Some scholars have criticized Salt’s approach, on the grounds that he pays too little attention to questions of ideology. In his study of Hollywood cinematography in the 1930s, Mike Cormack (1994) argues that changes in the Hollywood style cannot be explained sufficiently by pointing to the intentions of individual filmmakers; nor can they be explained by developments in technology. Instead, they were most likely caused by changes in American ideology as the United States weathered the Depression. In brief, Cormack proposes that an unpredictable, somber style expressed the sense of crisis in the early 1930s; later, a restrained, high-key style appeared, expressing the reassertion of American ideals that took place after the trauma of the early years.

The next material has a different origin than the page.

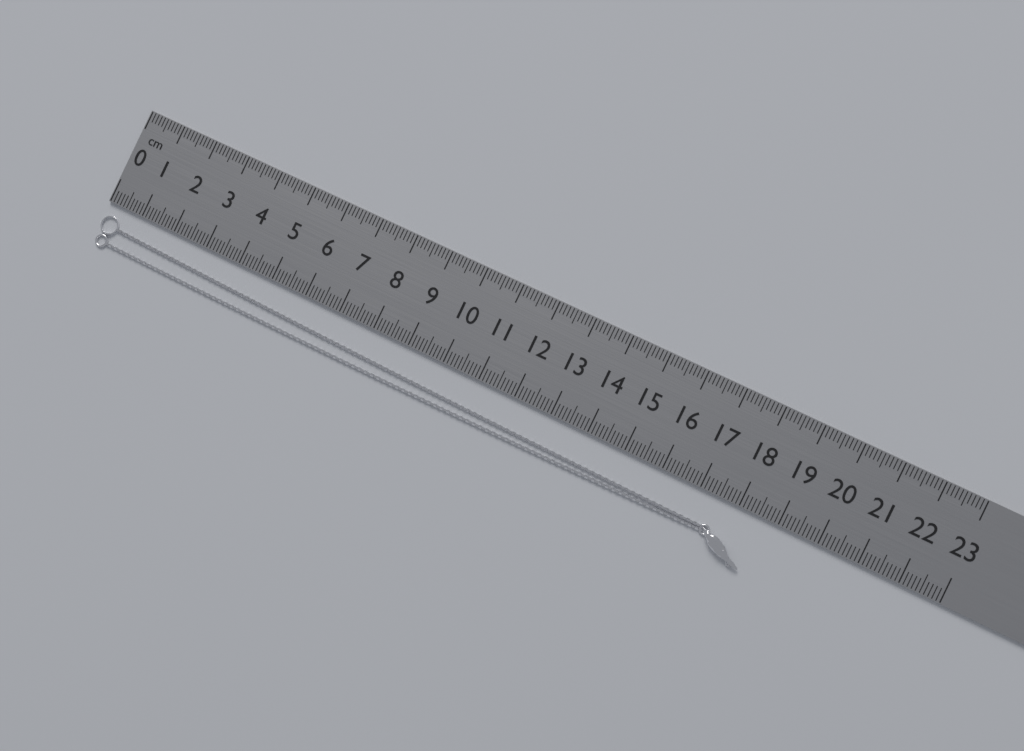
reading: 18.6 cm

Such an argument combines statistical analysis with interpretation, pointing out systematic correlations of style and theme.
Taking another approach, Richard Dyer (1997) argues that Hollywood’s three-point lighting system produced a particular standard of beauty – a standard that cannot be understood without considering the ideologically charged concept of “whiteness.” This is particularly true for female stars, who often appear to be aglow with soft, bright keys and powerful backlights. Because cinematography shapes meaning, Dyer relies on interpretation more than statistics. In other words, he builds his argument on the analysis of several individual examples, such as the lighting of Lillian Gish and Mary Pickford, or the writings of major cinematographers.

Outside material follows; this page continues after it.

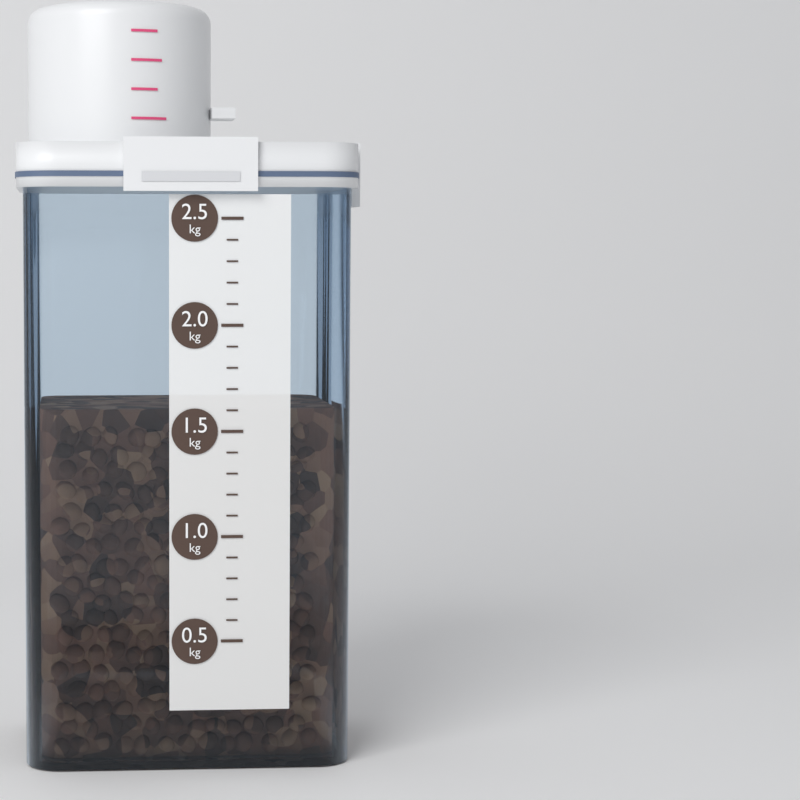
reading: 1.6 kg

Cinematography In The Digital Age
As digital tools become more and more important to filmmaking, the techniques of cinematography continue to change. The changes are obvious for cameras and film stock, but digital technology has even changed the way filmmakers approach lighting. It is now relatively easy to modify the lighting in post-production, adding shadows and highlights that previously would have been created on set. Some filmmakers lament the changes; others hope to use the new tools to reproduce the established styles more efficiently; still others predict that the new tools will produce distinctive new cinematographic styles. In any case, cinematography will continue to play a powerful role in shaping the spectator’s experience of time and space, even if the borders between cinematography and mise en scène continue to blur.
References:
- Bazin, A. (1967). What is cinema?, vol. I (trans. H. Gray). Berkeley: University of California Press.
- Bordwell, D. (1985). Narration in the fiction film. Madison: University of Wisconsin Press.

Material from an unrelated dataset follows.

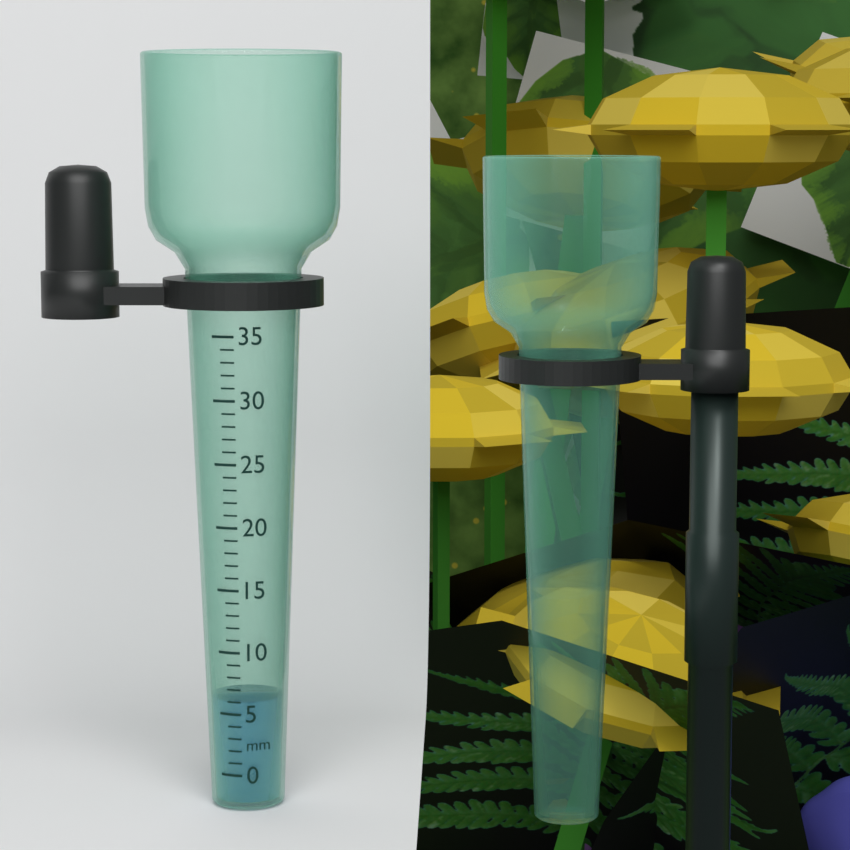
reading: 6 mm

- Comolli, J.-L. (1990). Technique and ideology: Camera, perspective, depth of field (trans. D. Matias). In N. Browne (ed.), Cahiers du cinéma, 1969 –1972: The politics of representation. Cambridge, MA: Harvard University Press, pp. 213 –247.
- Cormack, M. (1994). Ideology and cinematography in Hollywood, 1930 –39. New York: St. Martin’s.
- Dyer, R. (1997). White. New York: Routledge.
- Malkiewicz, K. (1989). Cinematography, 2nd edn. New York: Fireside.
- Place, J. A., & Peterson, J. L. (1976). Some visual motifs of film noir. In B. Nichols (ed.), Movies and methods, vol. I. Berkeley: University of California Press, pp. 325 –338.
- Revault d’Allonnes, F. (1991). La lumière au cinéma [Light in the cinema]. Paris: Cahiers du cinéma.
- Salt, B. (1992). Film style and technology: History and analysis, 2nd edn. London: Starword.